1 9 6 4 – 1 9 6 7 (USA)
2900+ x 60 minute shows
Former disc jockey Lloyd Thaxton graduated from selling used cars on Los Angeles TV to hosting this successful syndicated music show aimed at pre-teens and teens.
The Los Angeles-based show debuted on KCOP in 1961 as an hour-long local presentation called Lloyd Thaxton’s Record Shop with a format similar to American Bandstand, featuring local high school students dancing in the studio to the latest records.

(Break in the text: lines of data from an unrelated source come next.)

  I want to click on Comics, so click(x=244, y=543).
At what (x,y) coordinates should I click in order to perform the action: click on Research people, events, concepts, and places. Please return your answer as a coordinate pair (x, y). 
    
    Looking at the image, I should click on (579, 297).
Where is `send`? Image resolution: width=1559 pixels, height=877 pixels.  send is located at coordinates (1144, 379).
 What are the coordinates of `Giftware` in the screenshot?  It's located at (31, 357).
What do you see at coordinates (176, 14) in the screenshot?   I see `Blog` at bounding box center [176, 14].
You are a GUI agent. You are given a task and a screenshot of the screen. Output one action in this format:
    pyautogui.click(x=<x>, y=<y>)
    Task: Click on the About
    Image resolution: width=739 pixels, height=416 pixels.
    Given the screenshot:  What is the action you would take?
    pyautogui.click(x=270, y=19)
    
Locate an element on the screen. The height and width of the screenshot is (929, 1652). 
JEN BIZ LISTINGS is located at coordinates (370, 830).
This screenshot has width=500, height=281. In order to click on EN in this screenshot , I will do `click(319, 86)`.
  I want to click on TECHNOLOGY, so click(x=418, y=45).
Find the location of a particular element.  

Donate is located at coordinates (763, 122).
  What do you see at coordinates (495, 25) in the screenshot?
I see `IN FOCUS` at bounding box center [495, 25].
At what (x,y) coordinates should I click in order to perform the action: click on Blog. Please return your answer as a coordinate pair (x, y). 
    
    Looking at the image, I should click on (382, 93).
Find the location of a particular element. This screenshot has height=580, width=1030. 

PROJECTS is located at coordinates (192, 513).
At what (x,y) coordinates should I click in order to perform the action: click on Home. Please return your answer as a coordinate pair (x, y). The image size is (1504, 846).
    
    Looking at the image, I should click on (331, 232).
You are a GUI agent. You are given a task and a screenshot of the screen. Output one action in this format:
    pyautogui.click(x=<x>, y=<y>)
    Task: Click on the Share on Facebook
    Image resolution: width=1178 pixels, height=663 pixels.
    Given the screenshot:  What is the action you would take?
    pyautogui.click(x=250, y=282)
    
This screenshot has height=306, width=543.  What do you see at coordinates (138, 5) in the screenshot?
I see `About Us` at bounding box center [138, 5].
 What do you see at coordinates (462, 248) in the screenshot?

The show went into national syndication in late 1964, quickly becoming the highest-rated musical entertainment series, airing five days a week in 90 cities across the US and Canada until the final show in 1967.
Thaxton would lip-sync to the tunes, fake piano or guitar accompaniment, wear offbeat garb and even paint faces on his thumb and have it “perform” the song.
One favourite recurring skit had Thaxton on his knees impersonating painter Toulouse-Lautrec while lip-synching a current song.
He also occasionally “performed” on an odd contraption made from a tennis racket and a bow and arrow that roughly looked like a guitar.
Thaxton would end each show by saying, “I’m Lloyd Thaxton,” followed by the teen audience shouting, “So what!”
Many leading rock ‘n’ roll acts of the time appeared on the show, including The Four Tops, The Supremes, The Temptations, The Shangri-Las, The Byrds, Sonny & Cher, The Turtles, Marvin Gaye, Peter, Paul & Mary, James Brown, Ben E King, The Kinks, Petula Clark, The Beau Brummels, and The Yardbirds (pictured).
In 1965, Thaxton helped found Tiger Beat magazine (then known as Lloyd Thaxton’s Tiger Beat), a fan magazine for teens.
Lloyd Thaxton died from multiple myeloma in October 2008, after having been diagnosed in May of that year.